Today was mostly an uneventful day of traveling to the town of Nukkus (or Nokis) from which we will (tomorrow) take a 2 day 1 night tour to the rapidly vanishing Aral Sea. We left Khiva before 9:00 am hoping to avoid some of the traffic on the road back to Urgench with its low trolley-bus wires; a strategy that was somewhat successful. There after our route took us through some more flat cotton farming areas and then into the desert for the bulk of the trip to Nukkus.

In Nukkus we had a booking at the ARZ Hotel (АРЗ in Russian) but like other cities no real idea of how or whether we could get our truck to the hotel or whether we could park there.
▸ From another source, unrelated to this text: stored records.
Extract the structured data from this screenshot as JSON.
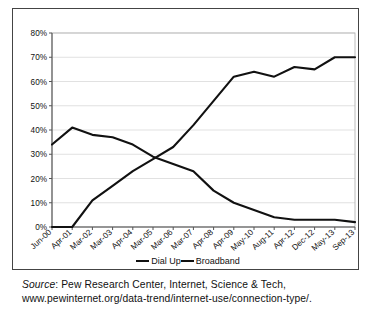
{
  "chart_data": {
    "type": "line",
    "title": "",
    "subtitle": "",
    "xlabel": "",
    "ylabel": "",
    "ylim": [
      0,
      80
    ],
    "ytick_labels": [
      "0%",
      "10%",
      "20%",
      "30%",
      "40%",
      "50%",
      "60%",
      "70%",
      "80%"
    ],
    "ytick_values": [
      0,
      10,
      20,
      30,
      40,
      50,
      60,
      70,
      80
    ],
    "grid": true,
    "legend_position": "bottom",
    "categories": [
      "Jun-00",
      "Apr-01",
      "Mar-02",
      "Mar-03",
      "Apr-04",
      "Mar-05",
      "Mar-06",
      "Mar-07",
      "Apr-08",
      "Apr-09",
      "May-10",
      "Aug-11",
      "Apr-12",
      "Dec-12",
      "May-13",
      "Sep-13"
    ],
    "series": [
      {
        "name": "Dial Up",
        "color": "#111111",
        "values": [
          34,
          41,
          38,
          37,
          34,
          29,
          26,
          23,
          15,
          10,
          7,
          4,
          3,
          3,
          3,
          2
        ]
      },
      {
        "name": "Broadband",
        "color": "#111111",
        "values": [
          0,
          0,
          11,
          17,
          23,
          28,
          33,
          42,
          52,
          62,
          64,
          62,
          66,
          65,
          70,
          70
        ]
      }
    ]
  },
  "legend": {
    "items": [
      {
        "label": "Dial Up"
      },
      {
        "label": "Broadband"
      }
    ]
  },
  "caption": {
    "source_word": "Source",
    "line1_rest": ": Pew Research Center, Internet, Science & Tech,",
    "line2": "www.pewinternet.org/data-trend/internet-use/connection-type/."
  }
}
The agent that booked our Aral Sea Tour had given us the name of the driver for the excursion and the impression that he (the driver) could help us find a parking place. So on the outskirts of Nukkus I called his cell phone - unfortunately he spoke no English and I no Russia (or Uzbek) so we had (like other cities) to try to navigate to the hotel by ourselves.

The pattern is now pretty familiar. Use the GPS to drive towards the hotel until something blocks us (low trees, low wires, "no truck" signs), then walk the remainder of the route to the hotel. Make contact with the hotel staff (if we are lucky one of them will speak some English), evaluate parking options, and find a suitable route for our truck to parking. In this case all of that was easy. One of the reception staff spoke Engish, the hotel had a large fenced parking lot, and there was an easy though not obvious route from our temporary parking place to the hotel. So all was good. The hotel turned out to be good also, nice rooms, air conditioning that worked, wifi that worked, but water that is only just warm enough to have a quick shower.

Once at the hotel we set about contacting the driver for tomorrows tour to find out what we needed to do to be ready. We got someone at reception to call the driver and was told he would be at the hotel in one hour to discuss arrangements. As you can guess 2 hours later he arrived and we discovered that the driver would provide tent and sleeping bags, that we had to provide our own food and there would be no cooking on the trip. That started an evening of Nina cooking so that we had our version of meals-ready-to-eat.